Friday, February 22, 2013

The Capitalist Wants an Exit, Short Fiction Edition

    "All these people have a sort of parlay mentality, and they need to get on the playing field before they can start running it up. I'm a trader. It all happens for me in the transition. The moment of liquidation is the essence of capitalism."
    "What about the man in Rigby?"
    "He's an end user. He wants to keep it."
    I reflected on the pathos of ownership, and the ways it could bog you down.

- from Tom McGuane, "Gallatin Canyon".

The guy may just be selling a car dealership, but he gets it: You're not a capitalist until you get to M'. Getting attached to C-C' for its own sake will just bog you down. But of course, organizing life around the moment of liquidation has its drawbacks as well.

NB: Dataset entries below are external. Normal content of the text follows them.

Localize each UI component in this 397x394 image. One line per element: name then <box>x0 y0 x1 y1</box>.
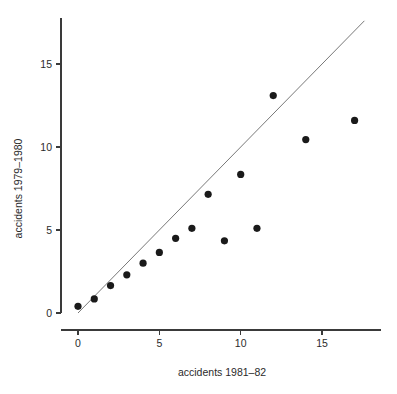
data-point: (6, 4.5) <box>172 235 179 242</box>
data-point: (5, 3.65) <box>156 249 163 256</box>
data-point: (12, 13.1) <box>270 92 277 99</box>
x-tick-label: 5 <box>156 337 162 349</box>
y-tick-label: 10 <box>40 141 52 153</box>
x-axis-title: accidents 1981–82 <box>178 366 266 378</box>
scatter-plot-figure: (0, 0.4)(1, 0.85)(2, 1.65)(3, 2.3)(4, 3)… <box>0 0 397 394</box>
reference-line-layer <box>78 21 364 313</box>
data-point: (10, 8.35) <box>237 171 244 178</box>
data-point: (9, 4.35) <box>221 237 228 244</box>
y-tick-label: 5 <box>46 224 52 236</box>
identity-reference-line <box>78 21 364 313</box>
data-point: (3, 2.3) <box>123 271 130 278</box>
axes-layer <box>56 18 381 335</box>
data-point: (14, 10.45) <box>302 136 309 143</box>
data-points-layer: (0, 0.4)(1, 0.85)(2, 1.65)(3, 2.3)(4, 3)… <box>74 92 358 310</box>
data-point: (2, 1.65) <box>107 282 114 289</box>
chart-canvas: (0, 0.4)(1, 0.85)(2, 1.65)(3, 2.3)(4, 3)… <box>0 0 397 394</box>
x-tick-label: 15 <box>316 337 328 349</box>
x-tick-label: 0 <box>75 337 81 349</box>
data-point: (8, 7.15) <box>205 191 212 198</box>
data-point: (11, 5.1) <box>253 225 260 232</box>
data-point: (0, 0.4) <box>74 303 81 310</box>
y-axis-title: accidents 1979–1980 <box>12 138 24 238</box>
x-tick-label: 10 <box>235 337 247 349</box>
y-tick-label: 15 <box>40 58 52 70</box>
data-point: (4, 3) <box>139 260 146 267</box>
y-tick-label: 0 <box>46 307 52 319</box>
data-point: (1, 0.85) <box>91 295 98 302</box>
data-point: (17, 11.6) <box>351 117 358 124</box>
data-point: (7, 5.1) <box>188 225 195 232</box>
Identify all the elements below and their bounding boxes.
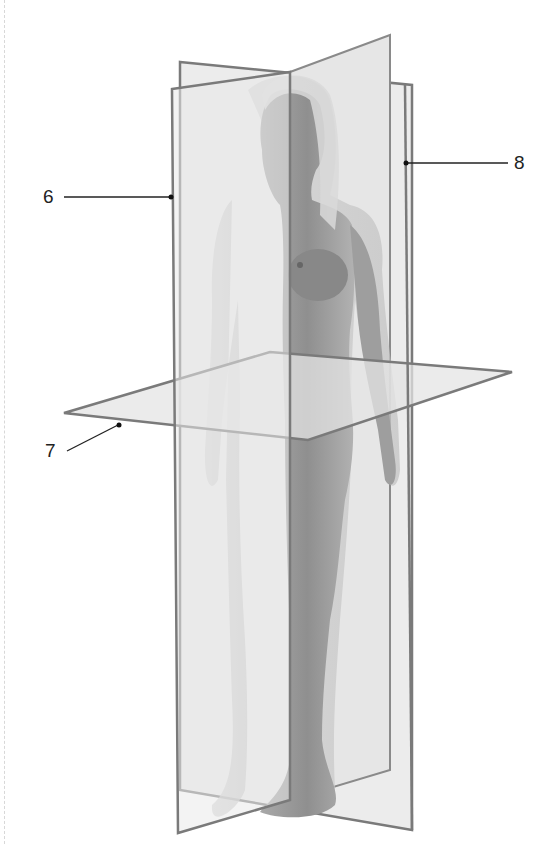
body-planes-illustration	[0, 0, 549, 844]
label-6-sagittal-plane: 6	[43, 187, 54, 206]
leader-line-6	[64, 195, 174, 200]
sagittal-plane-front	[172, 72, 290, 833]
label-7-transverse-plane: 7	[45, 441, 56, 460]
label-8-frontal-plane: 8	[514, 153, 525, 172]
leader-line-8	[404, 161, 509, 166]
leader-line-7	[67, 423, 122, 452]
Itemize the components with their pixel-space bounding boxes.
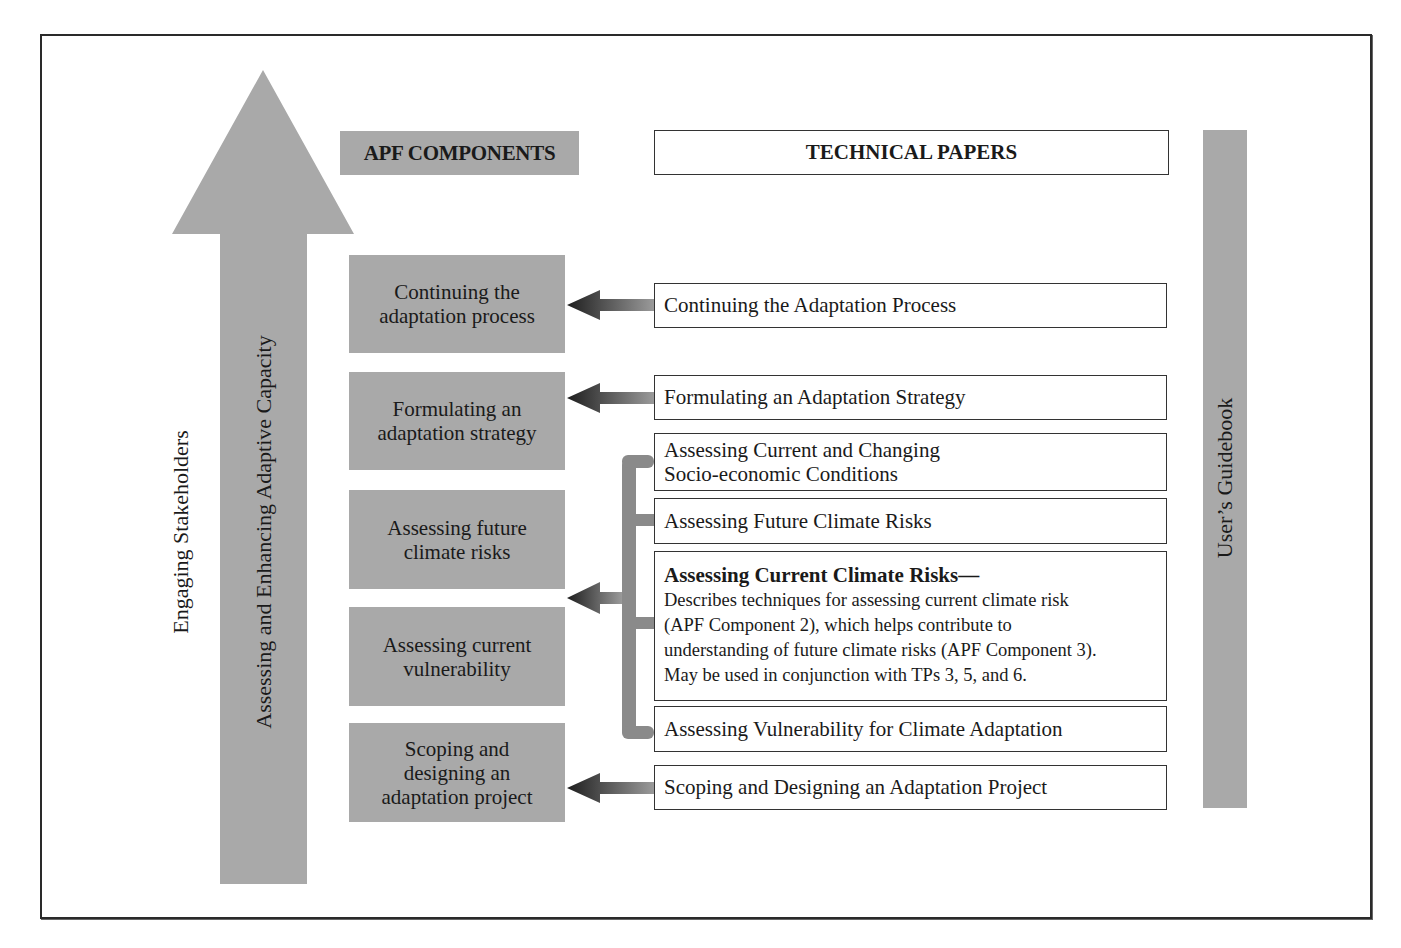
- component-current-vulnerability: Assessing currentvulnerability: [349, 607, 565, 706]
- paper-vulnerability: Assessing Vulnerability for Climate Adap…: [654, 706, 1167, 752]
- paper-future-risks: Assessing Future Climate Risks: [654, 498, 1167, 544]
- users-guidebook-label: User’s Guidebook: [1212, 398, 1238, 558]
- apf-components-header: APF COMPONENTS: [340, 131, 579, 175]
- users-guidebook-bar: User’s Guidebook: [1203, 130, 1247, 808]
- component-continuing: Continuing theadaptation process: [349, 255, 565, 353]
- component-scoping: Scoping anddesigning anadaptation projec…: [349, 723, 565, 822]
- paper-continuing: Continuing the Adaptation Process: [654, 283, 1167, 328]
- paper-socioeconomic: Assessing Current and ChangingSocio-econ…: [654, 433, 1167, 491]
- paper-formulating: Formulating an Adaptation Strategy: [654, 375, 1167, 420]
- paper-scoping: Scoping and Designing an Adaptation Proj…: [654, 765, 1167, 810]
- component-future-risks: Assessing futureclimate risks: [349, 490, 565, 589]
- technical-papers-header: TECHNICAL PAPERS: [654, 130, 1169, 175]
- adaptive-capacity-label: Assessing and Enhancing Adaptive Capacit…: [251, 335, 277, 728]
- component-formulating: Formulating anadaptation strategy: [349, 372, 565, 470]
- paper-current-climate-risks: Assessing Current Climate Risks— Describ…: [654, 551, 1167, 701]
- engaging-stakeholders-label: Engaging Stakeholders: [168, 430, 194, 633]
- paper-current-climate-risks-title: Assessing Current Climate Risks—: [664, 562, 1157, 588]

UPDATE: Variation on a theme. From today's fascinating post by Felix Salmon on a lawsuit over some disputed Jackson Pollock paintings:

In this lawsuit, Mirvish has taken the idea of art-as-an-investment to a particularly bonkers extreme. In Mirvish’s world, it seems, artworks have no inherent value, just by dint of being beautiful or genuine or unique. Instead, an artwork is only an investment if it’s being shopped around — if someone’s trying to make a profit on it, by selling it. 
Similarly, in Mirvish’s world, if a gallery has a claim to 50% of the value of a painting, but again isn’t actively shopping that painting around, then the gallery’s claim is worthless. 
Value doesn't inhere in a thing, only in the process by which that thing is eventually converted to money. Bonkers, sure, yes, but also the organizing principle of the world we live in.